Carriers can't reduce traditional phone services without receiving FCC approval because of the extent that communities rely on them, but in many cases they can replace those services with equivalent or improved offerings. Without the proposal passing, “the legal question becomes, 'do you count this as an impairment or not,'” Harold Feld, senior vice president of Public Knowledge, told The Verge in a phone interview. Because Verizon is treating Voice Link as an equivalent service — if not an upgrade — to existing copper wire phone offerings, the company likely thinks that it sits on the brighter side of the legally gray issue, if it thinks that issue is gray at all.

Even under the current rules, Feld suspects that the FCC won't take action, but it's almost certain that wireless service will be a compromise for some residents. Certain systems that run over traditional lines, such as burglary alarms and DSL internet, won't function over Voice Link. And while Verizon says that the in-home box has a backup power supply with 36 hours of standby battery life or two hours of talk time, it can't continue to operate during an extended blackout the way copper service could. “There are a lot of things that ought to raise concerns," Feld said. "The first is, none of the people in these areas volunteered to be beta testers for this technology.”

Verizon is eager to leave copper behind

Verizon wouldn't go into detail on the laws and regulations that govern the implementation of Voice Link, but a spokesperson maintained to The Verge that the company is following all applicable rules. It believes that the proposal it made in New York speaks to the company's intentions — to provide robust telecom services to the community in Fire Island — but it doesn't clarify whether or not the proposal's acceptance is needed to gain full legal clearance, nor what it could mean for the future.

New York's Public Service Commission hasn't responded to the proposal yet, but if it were to accept it — and Verizon is pushing for them to do so very quickly — it will open up more than just Sandy-related opportunities for the company to leave copper behind. There's little doubt that Verizon will view costly, remote areas as being better served by wireless connectivity, and the company could then begin asking permission to take those communities over to wireless as well.

For now, Feld is curious to see if Voice Link will actually work as seamlessly as Verizon promises, "It ought to worry us that we’re seeing entire communities with a technological choice flipped without any details besides Verizon’s sales fliers."

Verizon's full statement is below:

In the aftermath of Hurricane Sandy, Verizon recognized how advances in communications technology could be used to improve the customer experience.
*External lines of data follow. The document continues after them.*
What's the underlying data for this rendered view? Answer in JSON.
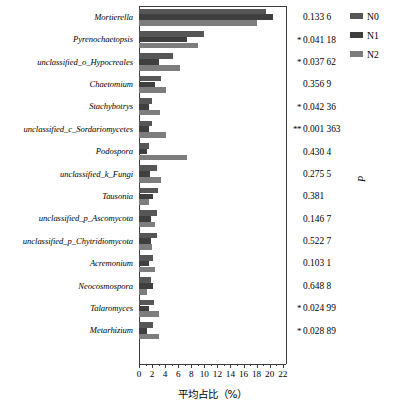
{
  "chart_data": {
    "type": "bar",
    "orientation": "horizontal",
    "title": "",
    "xlabel": "平均占比（%）",
    "ylabel": "",
    "right_axis_label": "P",
    "xlim": [
      0,
      22.5
    ],
    "xticks": [
      0,
      2,
      4,
      6,
      8,
      10,
      12,
      14,
      16,
      18,
      20,
      22
    ],
    "xticklabels": [
      "0",
      "2",
      "4",
      "6",
      "8",
      "10",
      "12",
      "14",
      "16",
      "18",
      "20",
      "22"
    ],
    "grid": false,
    "legend_position": "top-right",
    "legend": [
      "N0",
      "N1",
      "N2"
    ],
    "series": [
      {
        "name": "N0",
        "color": "#565656",
        "values": [
          19.5,
          10.0,
          5.2,
          3.3,
          2.0,
          2.0,
          1.5,
          2.7,
          2.9,
          2.8,
          2.8,
          2.1,
          1.9,
          2.3,
          2.1
        ]
      },
      {
        "name": "N1",
        "color": "#3f3f3f",
        "values": [
          20.5,
          7.4,
          3.1,
          2.5,
          1.6,
          1.6,
          1.3,
          1.7,
          2.2,
          1.9,
          1.9,
          1.6,
          2.1,
          1.5,
          1.3
        ]
      },
      {
        "name": "N2",
        "color": "#7d7d7d",
        "values": [
          18.0,
          9.0,
          6.2,
          4.1,
          3.2,
          4.2,
          7.4,
          3.3,
          1.5,
          2.4,
          2.0,
          2.4,
          1.3,
          3.0,
          3.0
        ]
      }
    ],
    "categories": [
      "Mortierella",
      "Pyrenochaetopsis",
      "unclassified_o_Hypocreales",
      "Chaetomium",
      "Stachybotrys",
      "unclassified_c_Sordariomycetes",
      "Podospora",
      "unclassified_k_Fungi",
      "Tausonia",
      "unclassified_p_Ascomycota",
      "unclassified_p_Chytridiomycota",
      "Acremonium",
      "Neocosmospora",
      "Talaromyces",
      "Metarhizium"
    ],
    "p_values": [
      {
        "stars": "",
        "value": "0.133 6"
      },
      {
        "stars": "*",
        "value": "0.041 18"
      },
      {
        "stars": "*",
        "value": "0.037 62"
      },
      {
        "stars": "",
        "value": "0.356 9"
      },
      {
        "stars": "*",
        "value": "0.042 36"
      },
      {
        "stars": "**",
        "value": "0.001 363"
      },
      {
        "stars": "",
        "value": "0.430 4"
      },
      {
        "stars": "",
        "value": "0.275 5"
      },
      {
        "stars": "",
        "value": "0.381"
      },
      {
        "stars": "",
        "value": "0.146 7"
      },
      {
        "stars": "",
        "value": "0.522 7"
      },
      {
        "stars": "",
        "value": "0.103 1"
      },
      {
        "stars": "",
        "value": "0.648 8"
      },
      {
        "stars": "*",
        "value": "0.024 99"
      },
      {
        "stars": "*",
        "value": "0.028 89"
      }
    ]
  },
  "colors": {
    "series_n0": "#565656",
    "series_n1": "#3f3f3f",
    "series_n2": "#7d7d7d",
    "axis": "#3a3a3a",
    "background": "#ffffff"
  }
}
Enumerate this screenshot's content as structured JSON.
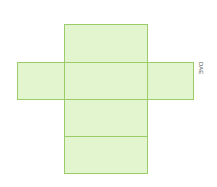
{
  "diagram": {
    "type": "cuboid-net",
    "colors": {
      "fill": "#e3f5cf",
      "stroke": "#9ccc6a"
    },
    "faces": [
      {
        "id": "top",
        "x": 64,
        "y": 24,
        "w": 83,
        "h": 38
      },
      {
        "id": "left",
        "x": 17,
        "y": 62,
        "w": 47,
        "h": 37
      },
      {
        "id": "center",
        "x": 64,
        "y": 62,
        "w": 83,
        "h": 37
      },
      {
        "id": "right",
        "x": 147,
        "y": 62,
        "w": 46,
        "h": 37
      },
      {
        "id": "lower1",
        "x": 64,
        "y": 99,
        "w": 83,
        "h": 37
      },
      {
        "id": "lower2",
        "x": 64,
        "y": 136,
        "w": 83,
        "h": 37
      }
    ],
    "label": {
      "text": "DAE",
      "x": 204,
      "y": 62
    }
  }
}
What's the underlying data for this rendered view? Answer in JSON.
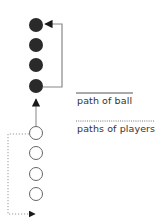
{
  "diagram": {
    "colors": {
      "ball_path": "#888888",
      "player_path": "#999999",
      "filled_circle": "#2a2a2a",
      "open_circle": "#666666",
      "text": "#333333"
    },
    "filled_circles": [
      {
        "cx": 36,
        "cy": 25
      },
      {
        "cx": 36,
        "cy": 45
      },
      {
        "cx": 36,
        "cy": 65
      },
      {
        "cx": 36,
        "cy": 86
      }
    ],
    "open_circles": [
      {
        "cx": 36,
        "cy": 133
      },
      {
        "cx": 36,
        "cy": 153
      },
      {
        "cx": 36,
        "cy": 174
      },
      {
        "cx": 36,
        "cy": 194
      }
    ]
  },
  "legend": {
    "ball_label": "path of ball",
    "players_label": "paths of players"
  }
}
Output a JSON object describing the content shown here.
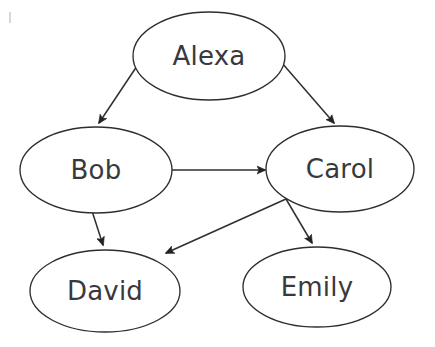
{
  "diagram": {
    "background_color": "#ffffff",
    "node_fill": "#ffffff",
    "node_stroke": "#2e2e32",
    "label_color": "#39393d",
    "edge_color": "#2e2e32",
    "nodes": [
      {
        "id": "alexa",
        "label": "Alexa",
        "cx": 209,
        "cy": 56,
        "rx": 76,
        "ry": 44
      },
      {
        "id": "bob",
        "label": "Bob",
        "cx": 96,
        "cy": 170,
        "rx": 76,
        "ry": 43
      },
      {
        "id": "carol",
        "label": "Carol",
        "cx": 340,
        "cy": 169,
        "rx": 74,
        "ry": 43
      },
      {
        "id": "david",
        "label": "David",
        "cx": 105,
        "cy": 291,
        "rx": 75,
        "ry": 41
      },
      {
        "id": "emily",
        "label": "Emily",
        "cx": 317,
        "cy": 287,
        "rx": 74,
        "ry": 40
      }
    ],
    "edges": [
      {
        "id": "alexa-bob",
        "from": "Alexa",
        "to": "Bob",
        "directed": true,
        "x1": 137,
        "y1": 66,
        "x2": 99,
        "y2": 123
      },
      {
        "id": "alexa-carol",
        "from": "Alexa",
        "to": "Carol",
        "directed": true,
        "x1": 282,
        "y1": 63,
        "x2": 334,
        "y2": 123
      },
      {
        "id": "bob-carol",
        "from": "Bob",
        "to": "Carol",
        "directed": true,
        "x1": 172,
        "y1": 170,
        "x2": 265,
        "y2": 170
      },
      {
        "id": "bob-david",
        "from": "Bob",
        "to": "David",
        "directed": true,
        "x1": 92,
        "y1": 211,
        "x2": 103,
        "y2": 245
      },
      {
        "id": "carol-david",
        "from": "Carol",
        "to": "David",
        "directed": true,
        "x1": 286,
        "y1": 199,
        "x2": 166,
        "y2": 253
      },
      {
        "id": "carol-emily",
        "from": "Carol",
        "to": "Emily",
        "directed": true,
        "x1": 286,
        "y1": 199,
        "x2": 312,
        "y2": 243
      }
    ]
  }
}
Voice Link is an excellent solution to provide reliable voice serve to customers after any kind of weather-related event or emergency situation which otherwise would negatively impact customers served by a traditional copper network infrastructure (e.g. broken poles, downed wires and trees, flooding).

Voice Link is specifically designed to provide many of the same voice features and functions that customers enjoy today with copper-based landline telephone service, including enhanced 911, Caller ID with name, call forwarding and three-way calling.

From a regulatory perspective, Verizon has conducted extensive outreach with industry groups and regulators on both the federal and state levels to discuss this new technology and how it may fit in with current regulations – which in many cases haven’t been updated in decades.

Verizon abides by all rules and regulations – both state and federal – related to the provisioning of voice services and submits filings where it is may be necessary, depending on each state’s regulatory environment. At this point, we’ll let our filings speak for themselves.